Ihor Slabitsky of Rhode Island, who says he drew his first pysanky in 1980, vividly recalls an Easter in his early childhood when he watched his mother decorating a pysanka, using ordinary candle wax and an old kistka. For Yaroslava Bachynsky of Montreal, decorating pysanky is a family activity that has taken her and her two daughters, Romana and Natalka, to various art contests and New York's Ukrainian street festival. The three women have demonstrated the art in municipal facilities and in stores, and organized a successful exhibition of Ukrainian folk crafts for Montreal's Ukrainian Museum in 1996.
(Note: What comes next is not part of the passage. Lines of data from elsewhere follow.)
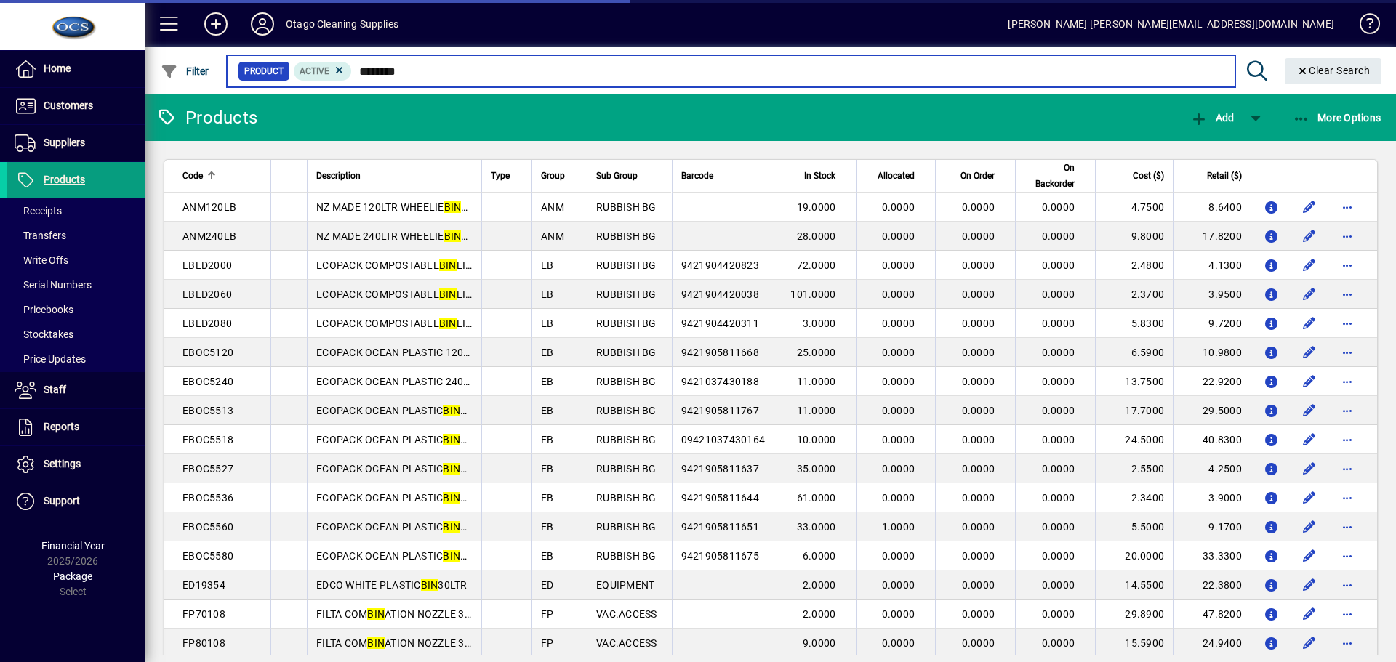 The width and height of the screenshot is (1396, 662). I want to click on a: Suppliers, so click(76, 143).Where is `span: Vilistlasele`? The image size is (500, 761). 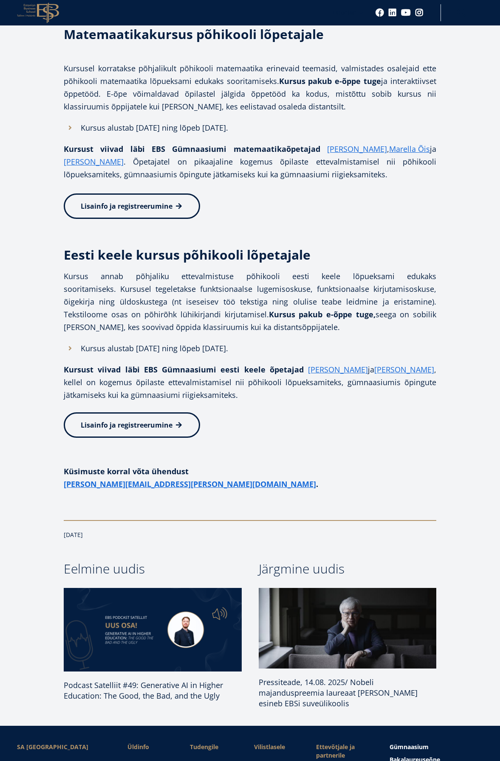
span: Vilistlasele is located at coordinates (276, 747). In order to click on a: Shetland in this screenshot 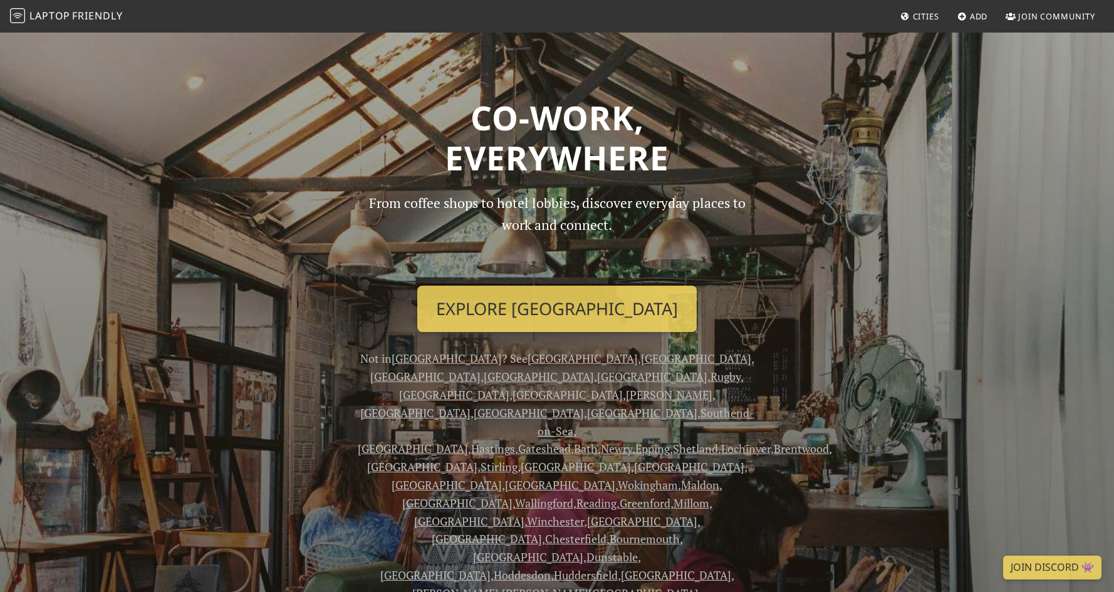, I will do `click(696, 449)`.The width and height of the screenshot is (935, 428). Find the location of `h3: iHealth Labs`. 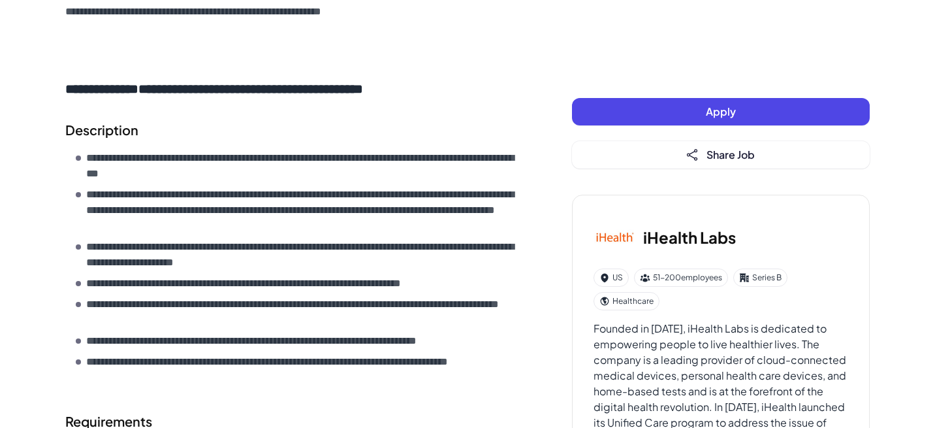

h3: iHealth Labs is located at coordinates (689, 237).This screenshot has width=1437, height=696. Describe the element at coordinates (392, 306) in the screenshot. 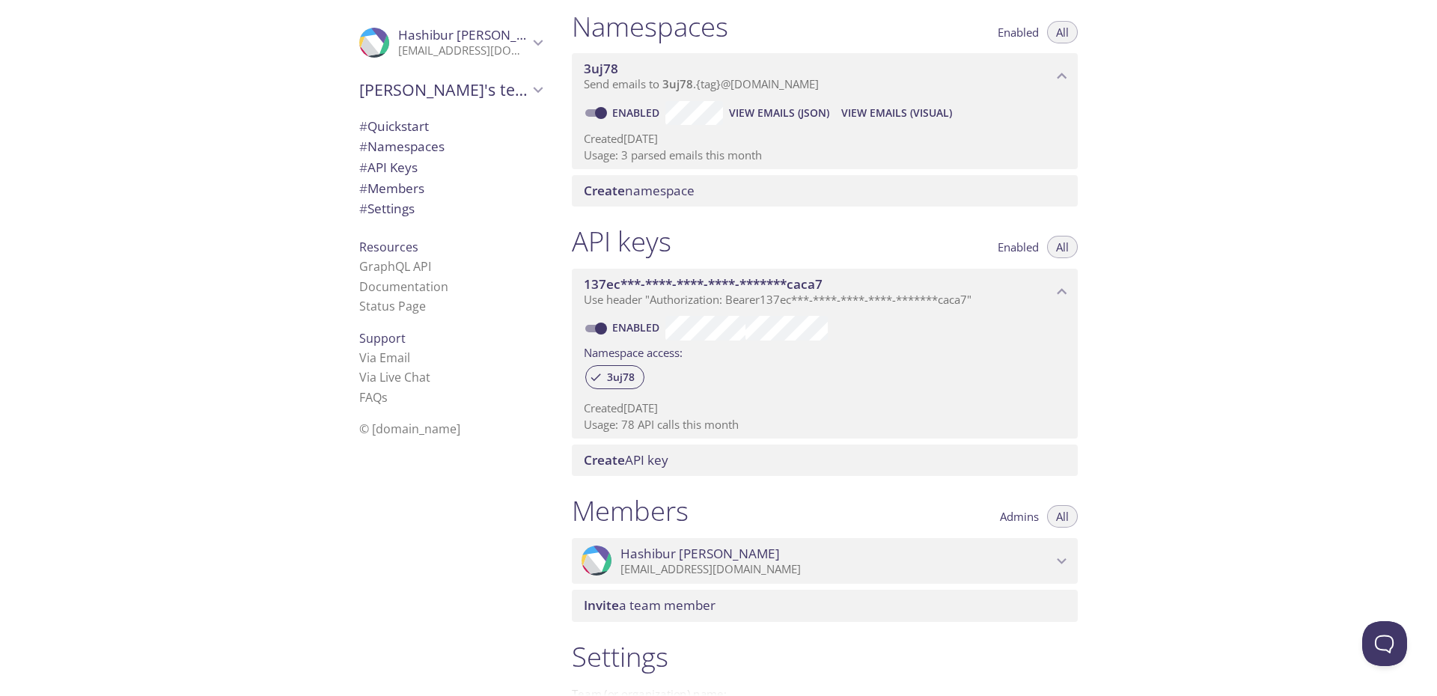

I see `a: Status Page` at that location.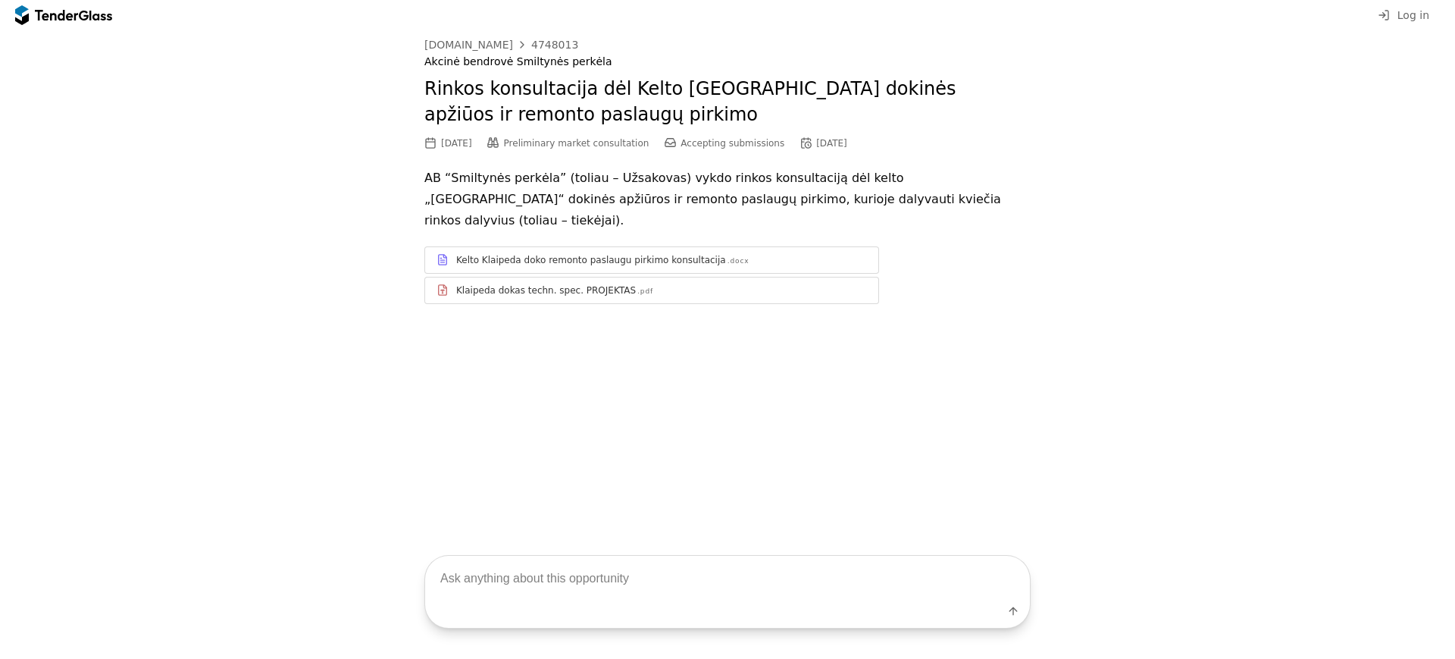  What do you see at coordinates (546, 290) in the screenshot?
I see `div: Klaipeda dokas techn. spec. PROJEKTAS` at bounding box center [546, 290]. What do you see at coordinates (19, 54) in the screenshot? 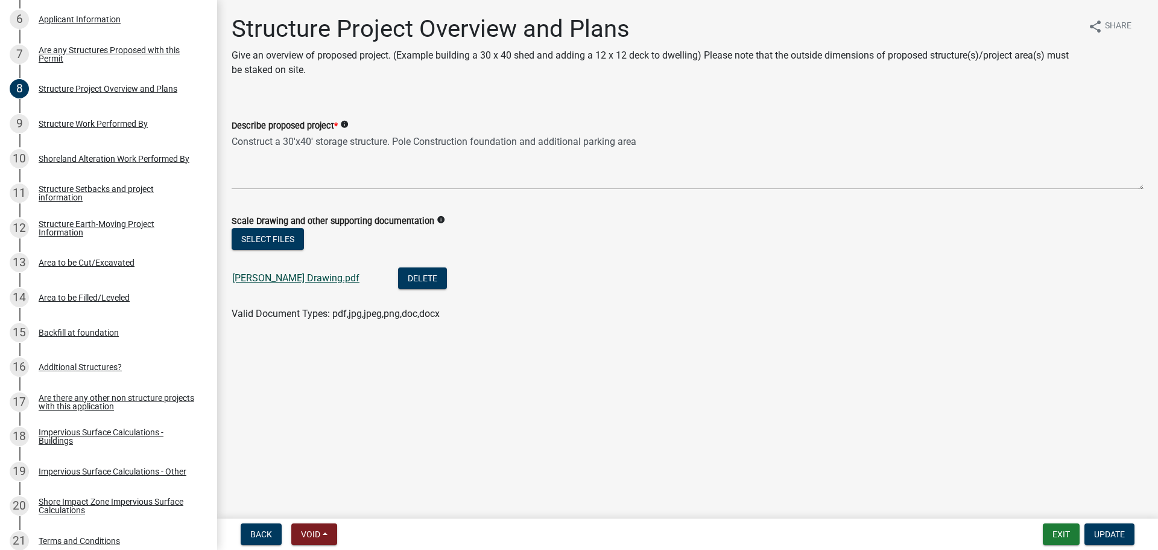
I see `div: 7` at bounding box center [19, 54].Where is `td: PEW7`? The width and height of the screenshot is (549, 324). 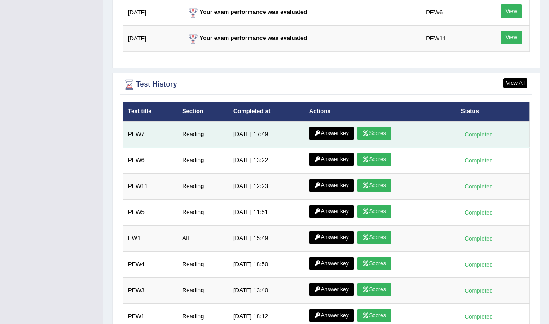
td: PEW7 is located at coordinates (150, 134).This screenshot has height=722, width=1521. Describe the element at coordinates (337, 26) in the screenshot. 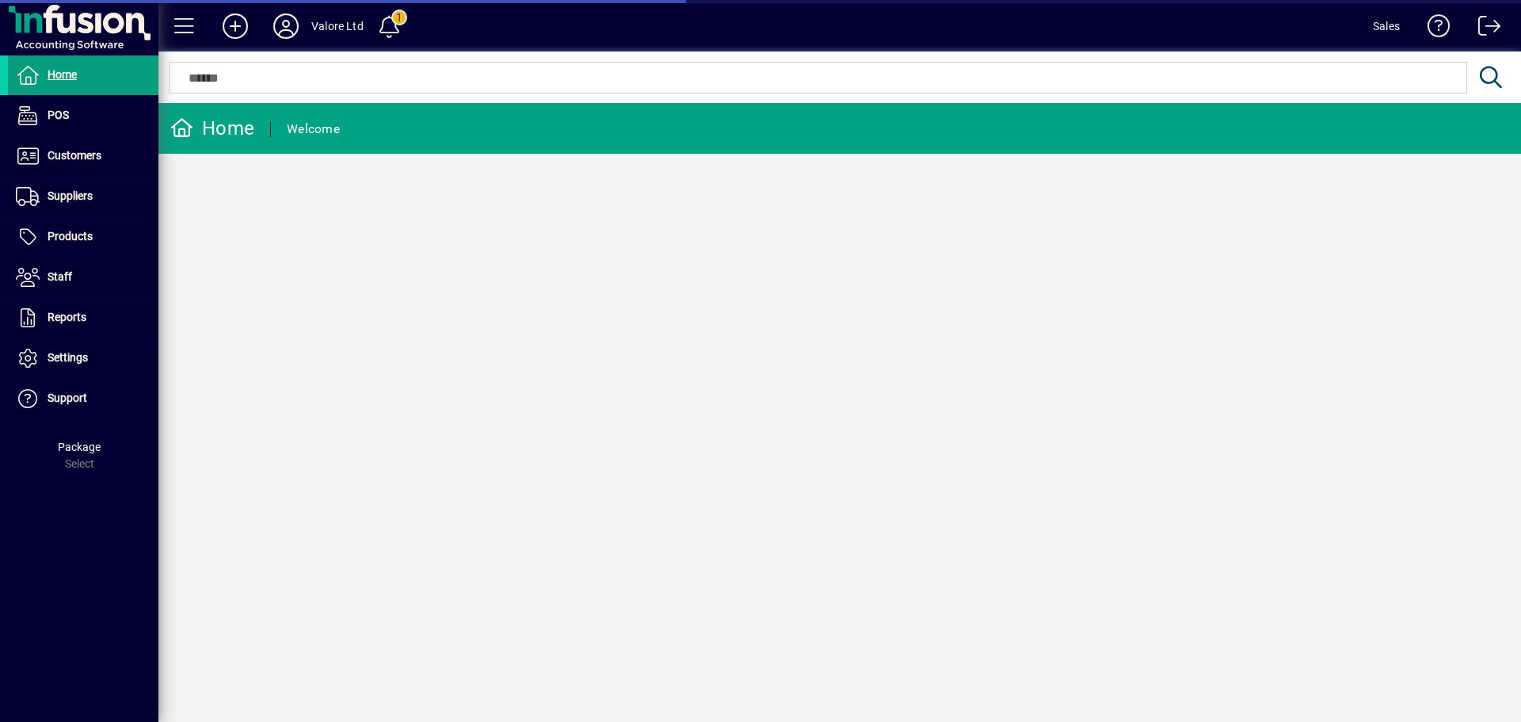

I see `div: Valore Ltd` at that location.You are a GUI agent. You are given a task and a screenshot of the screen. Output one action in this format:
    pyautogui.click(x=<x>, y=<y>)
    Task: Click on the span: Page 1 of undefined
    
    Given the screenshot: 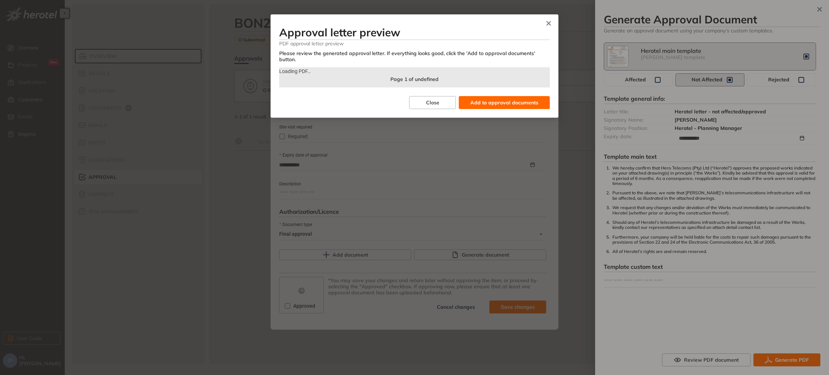 What is the action you would take?
    pyautogui.click(x=415, y=79)
    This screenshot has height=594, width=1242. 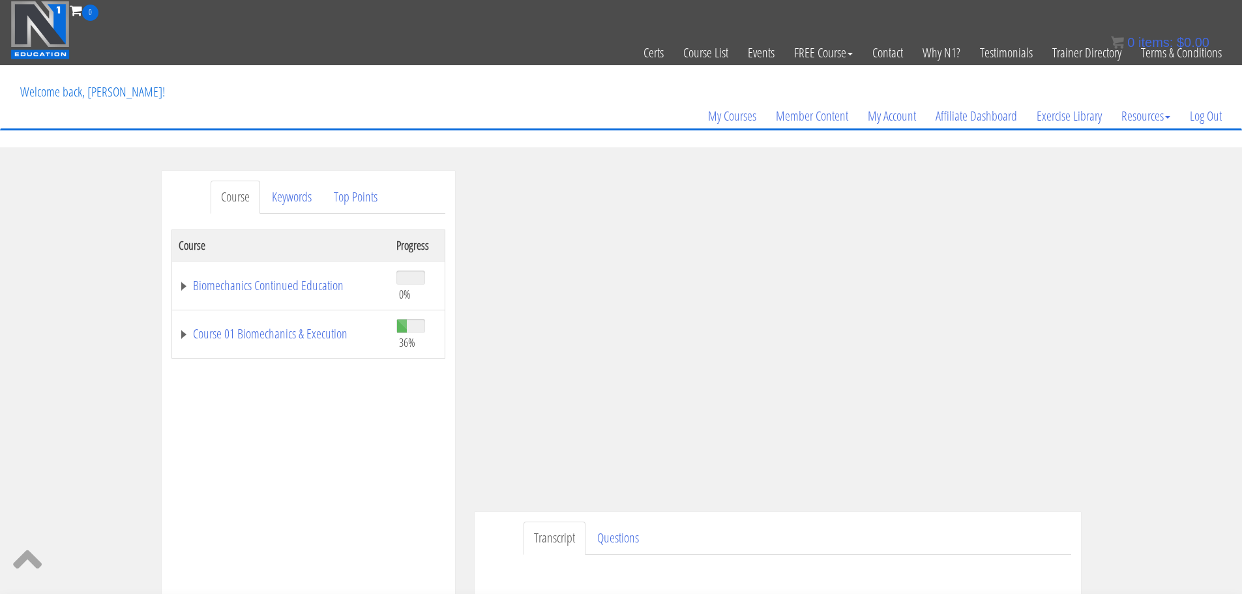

Showcased against black velvet in acrylic cases, the pysanky reveal a treasure trove of colors and designs that range from Ms. Perchyshyn's bold Trypillian motifs and Mr. Slabitsky's strong geometric element (swirls and stripes) to Ms. Zielyk's finely decorated Hutsul designs on ostrich and hen eggs.

Ms. Zielyk, who recently appeared on ABC-TV's 10 p.m. news program and demonstrated her craft at the American Craft Museum, was one of three experts who demonstrated pysanka decorating at the museum on April 22. With her were Anna Gbur and Emily Robbins, who learned the art from her mother, Nina Prosen Robbins, and has been passing on her knowledge to others at The Ukrainian Museum and for the third year in a row to an enthusiastic workshop group at the Brooklyn Botanic Garden. Museum director Maria Shust and pysanka decorator Yaryna Ferencevych taught the Ukrainian decorating techniques to adults and youngsters during workshops held on two April weekends.

Manhattan delights

Several interesting events most of them located on or close to Manhattan's famous Fifth Avenue, deserve to be marked on your calendar and enjoyed before they close in May (details will be given in a future "Dateline New York" column).